Between You & Me and The Lamp Post

V. B. Karnik reviews A. K. Gopalan’s memoir In The Cause of The People: Reminiscences, describing Gopalan’s fifty years of activism for the peasantry and agricultural labourers of Kerala, including over sixteen years of imprisonment. Karnik traces Gopalan’s political trajectory from Congress worker to Congress Socialist Party member to a founding, prominent figure of the Marxist Communist Party (CPM), noting he was elected to Parliament multiple times and visited China and Russia. Karnik observes that although committed to Marxist philosophy, Gopalan made ample use of Gandhian fasting techniques in his activism, and describes the book as a plain, matter-of-fact diary of meetings, marches, and struggles without much analytical framing, closing with Gopalan’s 1971 mid-term election victory over a combined opposition ‘ranging from the Muslim League to the Jan Sangh.’

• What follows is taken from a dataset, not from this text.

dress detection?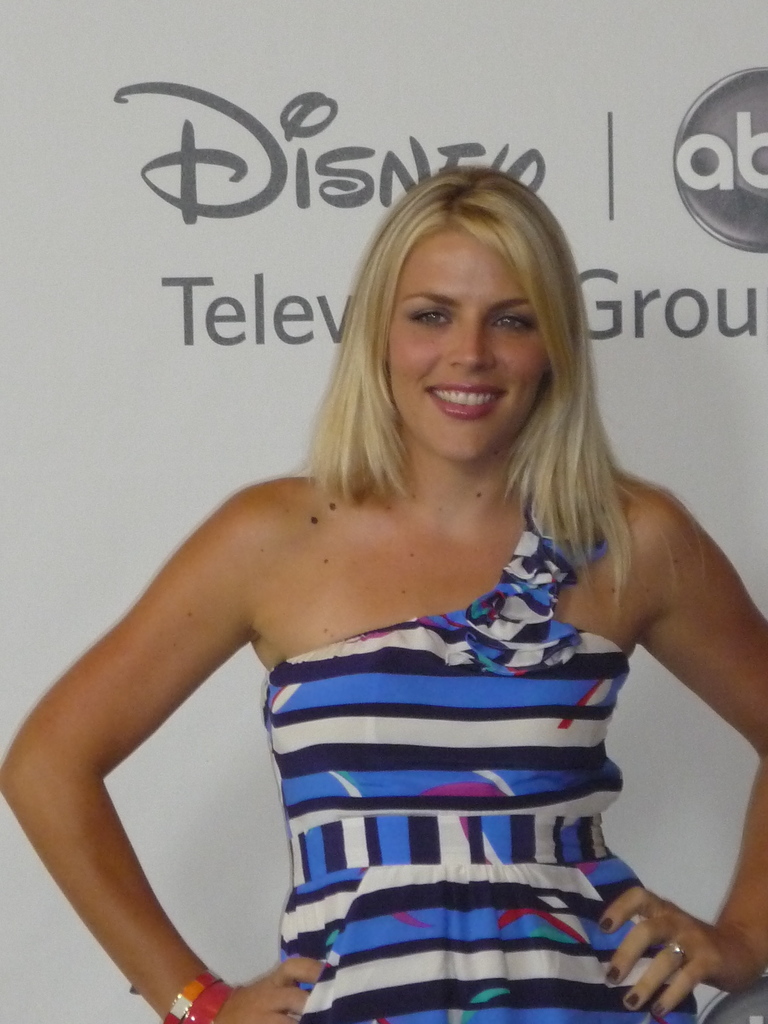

  • The review covers A. K. Gopalan’s memoir In The Cause of The People: Reminiscences (Orient Longman), covering over fifty years of activism among Kerala’s peasants and agricultural labourers.
  • Gopalan’s political path ran from Congress worker, to Congress Socialist Party, to a founding and prominent member of the Marxist Communist Party.
  • Karnik notes the irony that although a committed Marxist, Gopalan made extensive use of the Gandhian technique of fasting in his political struggles.
  • The book is described as a plain record of meetings, marches, and imprisonments rather than an analytical or reflective memoir.
  • The narrative closes with Gopalan’s victory in the 1971 mid-term election over a combined opposition spanning the Muslim League to the Jan Sangh.

With Many Voices

The closing page, ‘With Many Voices,’ is a compilation of short quotations on Cold War, Middle East, and international politics drawn from contemporary newspapers and journals — including Golda Meir, Col. Gaddafi, Irving Kristol, Pierre Hassner, Alexander Dallin, Raymond Aron, and William F. Buckley — framed by an epigraph from Tennyson. It is followed by the Freedom First subscription form and imprint, naming the Democratic Research Service, editor address at 127 Mahatma Gandhi Road, Bombay, and printer details.

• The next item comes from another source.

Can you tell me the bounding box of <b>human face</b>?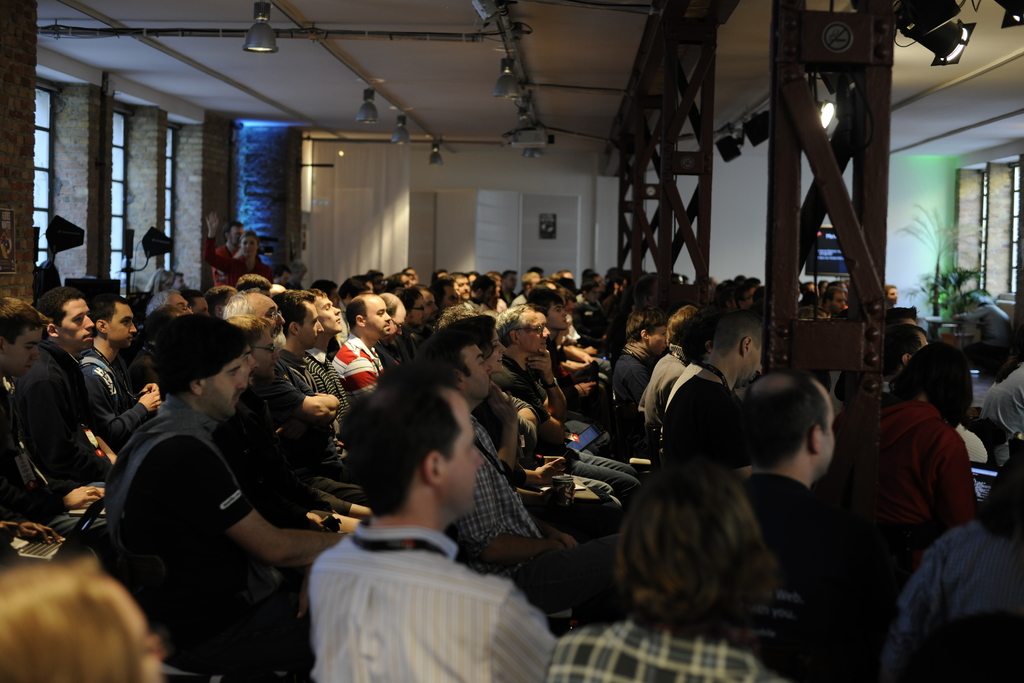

  • The page compiles short quotations on Cold War and Middle East politics from figures including Golda Meir, Col. Gaddafi, Irving Kristol, Pierre Hassner, Alexander Dallin, Raymond Aron, and William F. Buckley.
  • A Czechoslovak writer is quoted via Pierre Hassner on living in ‘a world where madmen put straitjackets on normal people.’
  • The page carries a subscription form for Freedom First (Rs. 5 annual, Rs. 3 for students) addressed to the Democratic Research Service, 127 Mahatma Gandhi Road, Bombay.
  • The issue’s imprint records J. R. Patel as Associate Editor and Inland Printers, 55 Gamdevi Road, Bombay, as printer.